Monday, June 1, 2009

when you were a boy you used to wish for this, but like a cat who turns his nose up at the dish, now that you have it, you want to give it away...


i kidded myself that i had encountered true bureaucracy--the kind that turns a meek kitten into a raging, betty friedan android. to be honest, i'm not even sure that something this personal can even qualify as bureaucracy. in short, my boss has decided that i am a half-wit. he hired me over the phone when i still lived in cleveland...apparently my stats and credentials spoke for me. i made a misguided attempt to validate his mealy-mouthed ego for it is obvious that principals have outlived their usefulness. there is a reason that principle means an upstanding philosophy and principal means useless paper-pushers who usually sport a mustache (regardless of gender...heh). i sought advice that i didn't really need on an issue that he knew nothing about--classroom management. seriously, the guy couldn't manage a room full of mannequins...i mean, assistant principals. from that day forward, he simply decided that i cannot do my job (check my students' test scores, bub), that i have no control over my students (when they, in actuality, live in a mixed state of terror, awe, and adoration, no doubt!), and that i know nothing of the curriculum (excuse me, didn't i score in the top 15% of test takers of ALL TIME in the praxis? cough).

our department chair, god bless 'im, thought i would be good to head the freshmen honor's class. mumblemumblemumble...something about high expectations, holding the line, standards, achievement gap, etc. i thought it might be fun to teach students the garnishes and desserts of literary analysis alongwith the meat and potatoes of reading and grammar fundamentals. it sounded like we had found each other at last! ah, l'amour! my principal (for i can no longer choke out the word "boss" with regards to him) even approached me as i crossed campus one day. "you got time (sic) for a five-minute chat?" he told me he appreciated my flexibility in the past years when it came to scheduling (insert eye roll). he said he liked my "witty rapport with my students" (pfft! i knew that!). he claimed he respected my, "rigor and high expectations of the students" (okay, this time i KNOW he was lying! on more than one occasion, he has asked me to "be more understanding" about students' struggles...translation? change the grade so our starting quarterback could be eligible). i began to develop my lesson plans for the honor's classes. dreams of complex sentence structure and essays longer than 5 paragraphs and actual comprehension of "the odyssey" began to dance in my head nightly.

the upshot? he decided (unofficially...the coward is leaving before the announcement gets made) to give the freshmen honor's class to a guy who worked at the school three years ago, who fucked off at the end of the year, so miserable teaching there that other teachers noticed his markedly depressed moods, and who came crawling back to the school with a list of demands already laminated. must be nice.

so here's the deal: i shall take the freshmen who are at a 3rd grade reading level, tenderize their little brains with information until they are tasty and juicy (mmmm...brainssssssss), and then have them score even higher on the standardized tests than the honor's kids! the gauntlet has been thrown. the glove has slapped me in the face. that man just made my list of things to do today.

i'm comin', and i'm bringin' the big pain with me. he has been warned.

1 comment:

  1. You know what this was, don't you? What he was really trying to say was, "I've failed miserably in my life, it pains me but you're so much better than I am with your youth and vibrancy and intelligence and passion...I want you to have my job...here, take it," but his pride got in the way, and so now you must humilitate him.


Exercise: What is needed is a word-for-word restatement of all the entries.

Items from a figure collection:

━━━━━━━━

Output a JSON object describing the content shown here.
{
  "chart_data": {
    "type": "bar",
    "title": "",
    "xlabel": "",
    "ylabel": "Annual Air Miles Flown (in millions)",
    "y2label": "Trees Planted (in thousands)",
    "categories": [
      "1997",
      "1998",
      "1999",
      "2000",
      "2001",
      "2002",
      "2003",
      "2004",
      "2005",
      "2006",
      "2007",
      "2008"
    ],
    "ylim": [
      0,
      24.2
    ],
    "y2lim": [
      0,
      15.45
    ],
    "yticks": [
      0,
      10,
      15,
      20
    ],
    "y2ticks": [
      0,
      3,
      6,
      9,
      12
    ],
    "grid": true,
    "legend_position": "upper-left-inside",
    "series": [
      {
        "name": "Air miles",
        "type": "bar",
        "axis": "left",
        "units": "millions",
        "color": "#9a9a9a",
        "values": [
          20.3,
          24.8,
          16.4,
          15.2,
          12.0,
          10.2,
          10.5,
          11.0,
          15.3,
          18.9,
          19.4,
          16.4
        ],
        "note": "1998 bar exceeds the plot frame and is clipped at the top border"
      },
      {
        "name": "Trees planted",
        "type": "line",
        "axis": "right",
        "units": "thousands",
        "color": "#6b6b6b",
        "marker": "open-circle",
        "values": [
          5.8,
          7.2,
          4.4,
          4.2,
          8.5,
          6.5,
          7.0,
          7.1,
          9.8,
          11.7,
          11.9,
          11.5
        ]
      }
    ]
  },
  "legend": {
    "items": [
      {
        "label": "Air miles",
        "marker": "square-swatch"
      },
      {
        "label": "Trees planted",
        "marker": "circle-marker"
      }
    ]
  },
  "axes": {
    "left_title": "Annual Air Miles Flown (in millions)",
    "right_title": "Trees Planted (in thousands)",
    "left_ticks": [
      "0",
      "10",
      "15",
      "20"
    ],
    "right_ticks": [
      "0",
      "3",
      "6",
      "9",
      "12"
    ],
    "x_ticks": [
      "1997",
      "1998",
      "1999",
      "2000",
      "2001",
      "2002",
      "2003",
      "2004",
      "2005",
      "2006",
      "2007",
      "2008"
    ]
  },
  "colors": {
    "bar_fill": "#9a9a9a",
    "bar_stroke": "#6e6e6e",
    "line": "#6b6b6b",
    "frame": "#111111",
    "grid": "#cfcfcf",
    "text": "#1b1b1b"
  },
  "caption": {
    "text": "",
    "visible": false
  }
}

━━━━━━━━

Your response:
Output a JSON object describing the content shown here.
{
  "chart_data": {
    "type": "bar",
    "title": "",
    "xlabel": "",
    "ylabel": "Annual Air Miles Flown (in millions)",
    "y2label": "Trees Planted (in thousands)",
    "categories": [
      "1997",
      "1998",
      "1999",
      "2000",
      "2001",
      "2002",
      "2003",
      "2004",
      "2005",
      "2006",
      "2007",
      "2008"
    ],
    "ylim": [
      0,
      24.2
    ],
    "y2lim": [
      0,
      15.45
    ],
    "yticks": [
      0,
      10,
      15,
      20
    ],
    "y2ticks": [
      0,
      3,
      6,
      9,
      12
    ],
    "grid": true,
    "legend_position": "upper-left-inside",
    "series": [
      {
        "name": "Air miles",
        "type": "bar",
        "axis": "left",
        "units": "millions",
        "color": "#9a9a9a",
        "values": [
          20.3,
          24.8,
          16.4,
          15.2,
          12.0,
          10.2,
          10.5,
          11.0,
          15.3,
          18.9,
          19.4,
          16.4
        ],
        "note": "1998 bar exceeds the plot frame and is clipped at the top border"
      },
      {
        "name": "Trees planted",
        "type": "line",
        "axis": "right",
        "units": "thousands",
        "color": "#6b6b6b",
        "marker": "open-circle",
        "values": [
          5.8,
          7.2,
          4.4,
          4.2,
          8.5,
          6.5,
          7.0,
          7.1,
          9.8,
          11.7,
          11.9,
          11.5
        ]
      }
    ]
  },
  "legend": {
    "items": [
      {
        "label": "Air miles",
        "marker": "square-swatch"
      },
      {
        "label": "Trees planted",
        "marker": "circle-marker"
      }
    ]
  },
  "axes": {
    "left_title": "Annual Air Miles Flown (in millions)",
    "right_title": "Trees Planted (in thousands)",
    "left_ticks": [
      "0",
      "10",
      "15",
      "20"
    ],
    "right_ticks": [
      "0",
      "3",
      "6",
      "9",
      "12"
    ],
    "x_ticks": [
      "1997",
      "1998",
      "1999",
      "2000",
      "2001",
      "2002",
      "2003",
      "2004",
      "2005",
      "2006",
      "2007",
      "2008"
    ]
  },
  "colors": {
    "bar_fill": "#9a9a9a",
    "bar_stroke": "#6e6e6e",
    "line": "#6b6b6b",
    "frame": "#111111",
    "grid": "#cfcfcf",
    "text": "#1b1b1b"
  },
  "caption": {
    "text": "",
    "visible": false
  }
}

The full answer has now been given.